Macquarie University is undergoing a human resources system transformation with the help of Accenture, moving to a new Workday platform and offering more self-service capabilities.
People and services VP Nicole Gower told Workday’s Elevate summit last month the university’s “HR system” until now was made up of “patchwork” of smaller systems, though much of the complexity was shielded from users.
“When people talk about ‘the HR system’, they don't realise that they're actually talking about multiple systems,” Gower said.
“We don't actually have one HR system. We have a payroll system, we have a talent and recruitment management system, we had multiple timekeeping systems, we've had learning management systems - and that patchwork approach created some real challenges for us.
“There were lots of manual workarounds, quite a lot of duplication, a lot of double entry, and that was causing some real challenges for the HR team, but also for the university.
“We didn't see the level of integration or cohesion that we would have liked.”
Alongside better integration, Gower said the existing environment had capability gaps, particularly in areas such as talent management and workforce planning, that the university hoped to now address.
“We've always wanted to be able to do [these] really well but haven't always had the actual tools or support mechanisms to be able to,” she said.
Gower said that despite the backend challenges, the university’s HR service delivery model - that is, what users saw - “is actually quite mature and is very well respected across the university.”
“We've got great HR advice, we've got great HR strategic services, and we've got high levels of credibility across the university, so we're starting from a really good platform,” she said.
“Although we have really good service delivery, what people don't see is all the work that goes on behind the scenes.
“There's a lot of manual work and a lot of workarounds to make things actually work well and to deliver a good service to our employees.
“What we're trying to do is make that a lot smoother, use technology to be able to automate some of that, and provide more of that in a self-service format.”
The desire to transform led Macquarie University to consolidate HR onto Workday, with Accenture brought in to assist.
Chief information officer Tim Hume saw full transformation of the IT platform as necessary.
“Transformation isn't just incremental change. It's not about doing a version upgrade,” he said.
“We could have done that. We could have done a number of changes to existing platforms.
“Transformation means making a change which will probably apply a bit of tension to the business, but [that will] move us towards a space that might have taken years otherwise, and going with Workday will help us get there.”
Gower said that implementing Workday came with a commitment to continuously improve the technology underpinning HR.
Having all of HR run out of one system will also lead to a consolidation of the university’s ‘people data’, which can then be used in more “data-informed decision-making”.
“The heart of our business is people. If we understand that, if we get the data we need, we can succeed against our competition,” Hume said.
“That's what Macquarie is known for. We're small enough to be agile and this is designed to make us agile.”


*WHAT TO PRODUCE:*
Starting at the first line of the records below, reproduce every line up to and including the line with "Image is 868x500 pixels.", but leave out all pictures.

*SUPPLIED DATA:*
=-=-=
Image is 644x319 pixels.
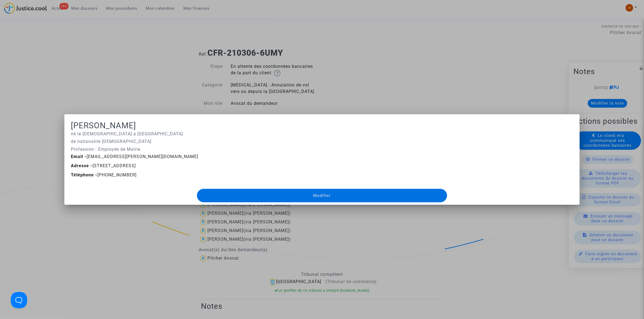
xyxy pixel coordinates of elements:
span: Modifier [313,193,330,198]
h1: [PERSON_NAME] [71,121,573,130]
span: [PHONE_NUMBER] [71,172,136,177]
p: né le [DEMOGRAPHIC_DATA] à [GEOGRAPHIC_DATA] [71,130,573,137]
p: Profession : Employée de Mairie [71,146,573,153]
b: Adresse - [71,163,92,168]
p: de nationalité [DEMOGRAPHIC_DATA] [71,138,573,145]
button: Modifier [197,189,447,203]
iframe: Help Scout Beacon - Open [11,292,27,308]
span: [STREET_ADDRESS] [71,163,136,168]
span: [EMAIL_ADDRESS][PERSON_NAME][DOMAIN_NAME] [71,154,198,159]
b: Email - [71,154,86,159]
b: Téléphone - [71,172,97,177]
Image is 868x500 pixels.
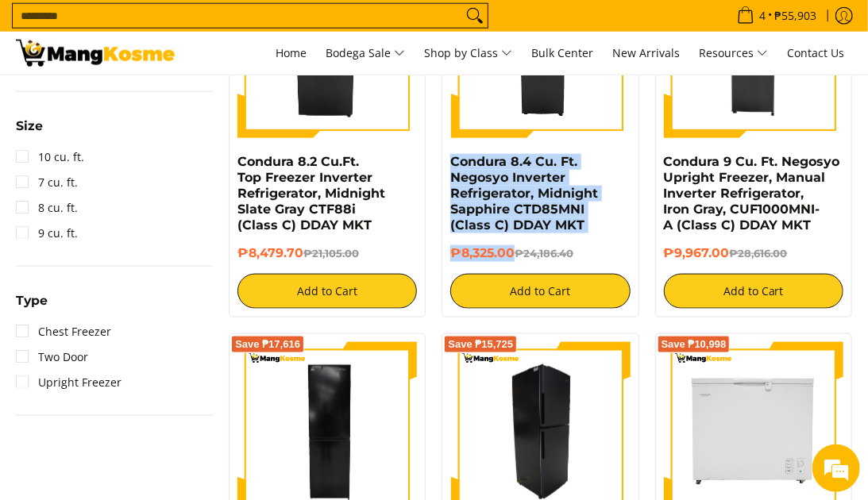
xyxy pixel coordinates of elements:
[691,31,775,75] a: Resources
[778,31,851,75] a: Contact Us
[604,31,687,75] a: New Arrivals
[93,150,219,310] span: We're online!
[424,43,512,64] span: Shop by Class
[732,7,821,25] span: •
[786,45,843,60] span: Contact Us
[191,31,851,75] nav: Main Menu
[261,8,298,46] div: Minimize live chat window
[318,31,412,75] a: Bodega Sale
[8,333,302,388] textarea: Type your message and hit 'Enter'
[450,245,630,262] h6: ₱8,325.00
[16,170,78,195] a: 7 cu. ft.
[524,31,601,75] a: Bulk Center
[83,89,267,109] div: Chat with us now
[237,245,416,262] h6: ₱8,479.70
[448,340,513,349] span: Save ₱15,725
[772,10,819,22] span: ₱55,903
[16,370,121,396] a: Upright Freezer
[16,294,47,307] span: Type
[16,220,78,246] a: 9 cu. ft.
[16,39,174,67] img: Class C Home &amp; Business Appliances: Up to 70% Off l Mang Kosme
[663,245,843,262] h6: ₱9,967.00
[16,344,89,370] a: Two Door
[612,45,679,60] span: New Arrivals
[729,247,787,260] del: ₱28,616.00
[16,195,78,220] a: 8 cu. ft.
[663,274,843,309] button: Add to Cart
[16,120,43,133] span: Size
[663,154,839,232] a: Condura 9 Cu. Ft. Negosyo Upright Freezer, Manual Inverter Refrigerator, Iron Gray, CUF1000MNI-A ...
[235,340,300,349] span: Save ₱17,616
[699,43,768,64] span: Resources
[450,274,630,309] button: Add to Cart
[268,31,314,75] a: Home
[462,4,487,28] button: Search
[276,45,306,60] span: Home
[237,274,416,309] button: Add to Cart
[757,10,768,22] span: 4
[531,45,593,60] span: Bulk Center
[16,319,111,344] a: Chest Freezer
[515,247,573,260] del: ₱24,186.40
[303,247,359,260] del: ₱21,105.00
[450,154,597,232] a: Condura 8.4 Cu. Ft. Negosyo Inverter Refrigerator, Midnight Sapphire CTD85MNI (Class C) DDAY MKT
[16,120,43,145] summary: Open
[16,145,84,170] a: 10 cu. ft.
[237,154,385,232] a: Condura 8.2 Cu.Ft. Top Freezer Inverter Refrigerator, Midnight Slate Gray CTF88i (Class C) DDAY MKT
[326,43,404,64] span: Bodega Sale
[416,31,520,75] a: Shop by Class
[661,340,726,349] span: Save ₱10,998
[16,294,47,319] summary: Open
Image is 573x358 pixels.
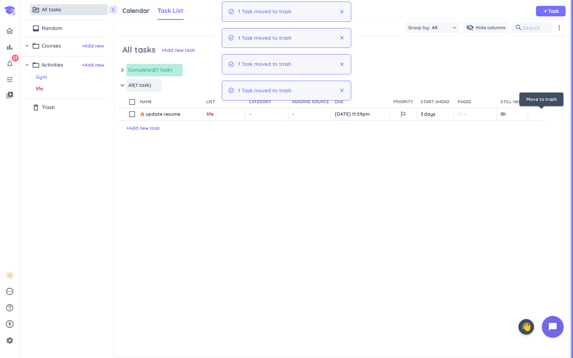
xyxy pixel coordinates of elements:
span: 1 Task moved to trash [238,34,291,42]
i: folder_open [32,42,40,50]
i: bar_chart [6,43,14,51]
i: check_circle_outline [228,35,234,41]
span: Group by: [408,25,430,30]
i: drag_indicator [494,98,502,106]
i: drag_indicator [451,98,459,106]
span: life [36,85,95,92]
span: All tasks [42,6,61,14]
input: Search [512,22,551,33]
i: close [339,61,345,67]
button: +Add new [82,42,104,49]
i: settings [6,337,14,344]
span: All [128,81,134,89]
a: settings [3,334,16,347]
div: N/A [454,108,496,120]
i: drag_indicator [414,98,422,106]
i: inbox [32,25,40,32]
i: drag_indicator [525,98,533,106]
i: keyboard_arrow_down [118,66,126,74]
div: update resume [136,108,202,120]
span: Priority [393,99,413,105]
span: + Add new [82,62,104,69]
span: (1 task) [155,66,172,74]
span: All tasks [122,44,155,56]
span: (1 task) [134,81,151,89]
i: keyboard_arrow_down [118,81,126,89]
button: addTask [536,6,565,16]
span: Trash [42,104,55,111]
i: chevron_right [24,62,30,68]
i: folder_open [32,61,40,69]
i: outlined_flag [399,111,406,118]
span: 1 Task moved to trash [238,87,291,95]
button: +Add new task [161,47,196,54]
i: visibility_off [466,24,474,32]
span: All [432,25,451,30]
span: Start ahead [420,99,449,105]
button: Close [380,108,389,120]
i: tune [6,76,14,83]
i: delete [32,104,40,111]
button: +Add new [82,62,104,69]
span: - [292,111,294,118]
i: pending [5,287,14,296]
i: drag_indicator [387,98,395,106]
span: Gym [36,74,95,80]
div: name [136,96,202,108]
span: Pages [457,99,471,105]
span: life [207,111,214,118]
i: topic [32,6,40,14]
span: Activities [42,61,63,69]
span: Task [548,9,559,14]
span: - [249,111,251,118]
i: chevron_left [109,6,117,14]
i: close [339,35,345,41]
i: chevron_right [24,43,30,49]
span: 1 Task moved to trash [238,60,291,68]
span: 🔥, fire [140,112,145,117]
span: Random [42,25,62,32]
span: + Add new task [161,47,195,54]
i: help_outline [5,304,14,312]
span: 1 Task moved to trash [238,8,291,16]
span: List [206,99,215,105]
i: check_circle_outline [228,9,234,15]
span: Hide columns [475,24,505,31]
span: Courses [42,42,61,50]
i: more_vert [555,24,563,32]
span: + Add new [82,42,104,49]
i: check_box_outline_blank [128,98,136,106]
div: 3 days [417,108,453,120]
span: Calendar [122,7,150,14]
i: add [543,9,548,14]
span: Task List [157,7,184,14]
span: 27 [12,55,19,62]
i: notifications_none [6,60,14,67]
i: check_circle_outline [228,61,234,67]
i: close [339,87,345,94]
a: bar_chart [4,41,16,53]
i: video_library [6,91,14,99]
span: Still need [500,99,524,105]
span: + Add new task [126,125,160,132]
button: +Add new task [126,125,160,132]
i: close [339,9,345,15]
span: 👋 [521,321,531,333]
i: keyboard_arrow_down [451,25,457,31]
i: check_circle_outline [228,87,234,94]
i: check_box_outline_blank [128,110,136,118]
span: Completed [128,66,155,74]
div: 0h [497,108,527,120]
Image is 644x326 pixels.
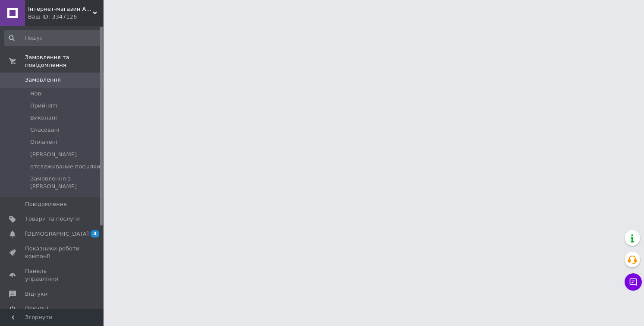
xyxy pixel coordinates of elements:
[30,138,58,146] span: Оплачені
[30,163,100,170] span: отслеживание посылки
[25,200,67,208] span: Повідомлення
[30,90,43,97] span: Нові
[25,290,47,298] span: Відгуки
[4,30,101,46] input: Пошук
[30,151,77,158] span: [PERSON_NAME]
[30,114,57,122] span: Виконані
[25,305,48,313] span: Покупці
[30,175,101,191] span: Замовлення з [PERSON_NAME]
[30,102,57,110] span: Прийняті
[25,76,61,84] span: Замовлення
[90,230,99,237] span: 4
[28,5,93,13] span: Iнтернет-магазин Аптечка
[30,126,59,134] span: Скасовані
[25,267,80,283] span: Панель управління
[25,54,104,69] span: Замовлення та повідомлення
[28,13,104,21] div: Ваш ID: 3347126
[25,245,80,260] span: Показники роботи компанії
[625,273,642,291] button: Чат з покупцем
[25,215,80,223] span: Товари та послуги
[25,230,89,238] span: [DEMOGRAPHIC_DATA]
=-=-=
*THE COMPLETED TASK:*
Image is 644x319 pixels.
xyxy pixel coordinates of elements:
span: Modifier [313,193,330,198]
h1: [PERSON_NAME] [71,121,573,130]
span: [PHONE_NUMBER] [71,172,136,177]
p: né le [DEMOGRAPHIC_DATA] à [GEOGRAPHIC_DATA] [71,130,573,137]
p: Profession : Employée de Mairie [71,146,573,153]
b: Adresse - [71,163,92,168]
p: de nationalité [DEMOGRAPHIC_DATA] [71,138,573,145]
button: Modifier [197,189,447,203]
iframe: Help Scout Beacon - Open [11,292,27,308]
span: [STREET_ADDRESS] [71,163,136,168]
span: [EMAIL_ADDRESS][PERSON_NAME][DOMAIN_NAME] [71,154,198,159]
b: Email - [71,154,86,159]
b: Téléphone - [71,172,97,177]
Image is 868x500 pixels.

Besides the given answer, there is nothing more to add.